Thu Feb 14, 12:22 AM ET
President Bush is rarely as vivid about the specter of terrorism as he is when he's trying to stampede Congress into doing something it should think twice about. On Wednesday, he demanded quick passage of a flawed surveillance measure because "terrorists are planning attacks on our country ... that will make Sept. 11 pale by comparison."
Whoa. There's little dispute that terrorists want to strike the United States in horrific ways, or that the government should aggressively hunt them down and stop them. But there's a legitimate debate over how much of Americans' hard-won civil liberties it's necessary to trade away to fight and win, and how much to curtail the traditional role of judges in overseeing wiretapping that involves Americans. The president has frequently gotten this trade-off wrong, and he's doing it again.
Bush wants to extend for six more years the broad eavesdropping powers a too-pliant Congress temporarily gave him last August. That law effectively legalized the illegal wiretapping the administration had already been conducting for years on Bush's say-so. In a troubling twist, the follow-on measure approved by the Senate on Tuesday would also grant amnesty to phone companies that conducted the warrantless eavesdropping and now face about 40 lawsuits.

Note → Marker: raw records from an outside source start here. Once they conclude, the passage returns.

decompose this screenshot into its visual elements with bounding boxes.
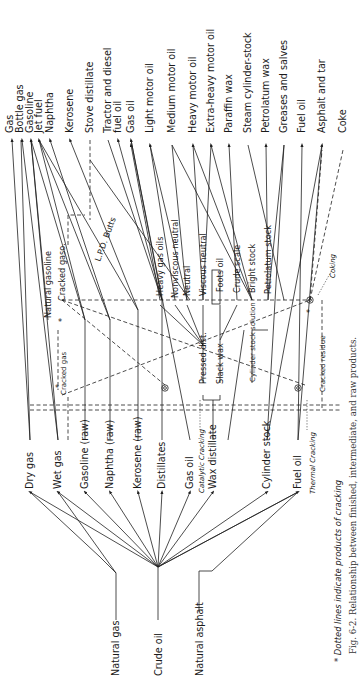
label-crude-scale: Crude scale — [232, 245, 242, 293]
label-petrolatum-wax: Petrolatum wax — [260, 58, 271, 133]
label-heavy-motor-oil: Heavy motor oil — [187, 57, 198, 133]
label-fuel-oil-2: fuel oil — [112, 101, 123, 133]
asterisk-marker-2: * — [55, 383, 59, 393]
label-coke: Coke — [337, 109, 348, 133]
label-slack-wax: Slack wax — [215, 343, 225, 384]
label-kerosene: Kerosene — [64, 89, 75, 133]
intermediate-products: Natural gasoline Cracked gaso. L.P.D. Bu… — [43, 216, 327, 395]
label-coking: Coking — [329, 253, 337, 278]
label-natural-asphalt: Natural asphalt — [194, 602, 205, 676]
label-pressed-dist: Pressed dist. — [198, 332, 208, 384]
label-steam-cylinder-stock: Steam cylinder-stock — [242, 32, 253, 133]
dotted-lines-note: * Dotted lines indicate products of crac… — [333, 480, 343, 662]
label-natural-gasoline: Natural gasoline — [43, 251, 53, 318]
label-medium-motor-oil: Medium motor oil — [166, 49, 177, 133]
raw-fractions: Dry gas Wet gas Gasoline (raw) Naphtha (… — [24, 417, 303, 489]
label-bright-stock: Bright stock — [247, 244, 257, 293]
label-greases-salves: Greases and salves — [278, 40, 289, 133]
finished-products: Gas Bottle gas Gasoline Jet fuel Naphtha… — [4, 29, 348, 134]
asterisk-marker-3: * — [306, 308, 310, 318]
label-crude-oil: Crude oil — [153, 633, 164, 676]
label-heavy-gas-oils: Heavy gas oils — [155, 237, 165, 296]
label-naphtha: Naphtha — [44, 92, 55, 133]
label-cracked-gas: Cracked gas — [60, 352, 68, 395]
label-kerosene-raw: Kerosene (raw) — [132, 417, 143, 489]
label-catalytic-cracking: Catalytic Cracking — [198, 429, 206, 493]
label-neutral: Neutral — [182, 266, 192, 296]
label-fuel-oil-finished: Fuel oil — [296, 99, 307, 133]
label-asphalt-tar: Asphalt and tar — [316, 59, 327, 133]
label-viscous-neutral: Viscous neutral — [198, 233, 208, 296]
label-cylinder-stock: Cylinder stock — [261, 420, 272, 489]
label-dry-gas: Dry gas — [24, 452, 35, 489]
label-distillates: Distillates — [156, 442, 167, 489]
label-paraffin-wax: Paraffin wax — [223, 74, 234, 133]
label-foots-oil: Foots oil — [215, 258, 225, 292]
label-nonviscous-neutral: Nonviscous neutral — [170, 219, 180, 298]
label-fuel-oil-raw: Fuel oil — [292, 455, 303, 489]
label-stove-distillate: Stove distillate — [84, 61, 95, 133]
label-cylinder-stock-solution: Cylinder stock solution — [249, 302, 257, 382]
label-natural-gas: Natural gas — [110, 621, 121, 676]
label-wax-distillate: Wax distillate — [207, 424, 218, 489]
label-jet-fuel: Jet fuel — [33, 99, 44, 134]
figure-caption: Fig. 6-2. Relationship between finished,… — [348, 337, 358, 654]
label-cracked-residue: Cracked residue — [319, 336, 327, 393]
label-gasoline-raw: Gasoline (raw) — [79, 419, 90, 489]
label-gas-oil-finished: Gas oil — [125, 100, 136, 133]
label-extra-heavy-motor-oil: Extra-heavy motor oil — [205, 29, 216, 133]
raw-materials: Natural gas Crude oil Natural asphalt — [110, 602, 205, 676]
refinery-products-diagram: Gas Bottle gas Gasoline Jet fuel Naphtha… — [0, 0, 362, 691]
label-lpd-butts: L.P.D. Butts — [92, 216, 117, 263]
label-cracked-gaso: Cracked gaso. — [57, 243, 67, 301]
label-light-motor-oil: Light motor oil — [144, 63, 155, 133]
label-petrolatum-stock: Petrolatum stock — [263, 225, 273, 294]
label-gas-oil-raw: Gas oil — [184, 456, 195, 489]
asterisk-marker: * — [58, 317, 62, 327]
label-wet-gas: Wet gas — [52, 450, 63, 489]
label-naphtha-raw: Naphtha (raw) — [104, 420, 115, 489]
label-thermal-cracking: Thermal Cracking — [309, 431, 317, 494]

It's regrettable that the Senate, including 19 Democrats, rolled over to the demands of the administration and telecommunication lobby. History shows that when judicial oversight is reduced, government agencies' snooping inevitably extends beyond national security threats to political opponents, journalists, protesters and other domestic annoyances. When an administration tries to end run the law, telecommunication companies should be a crucial last line of resistance to protect your privacy.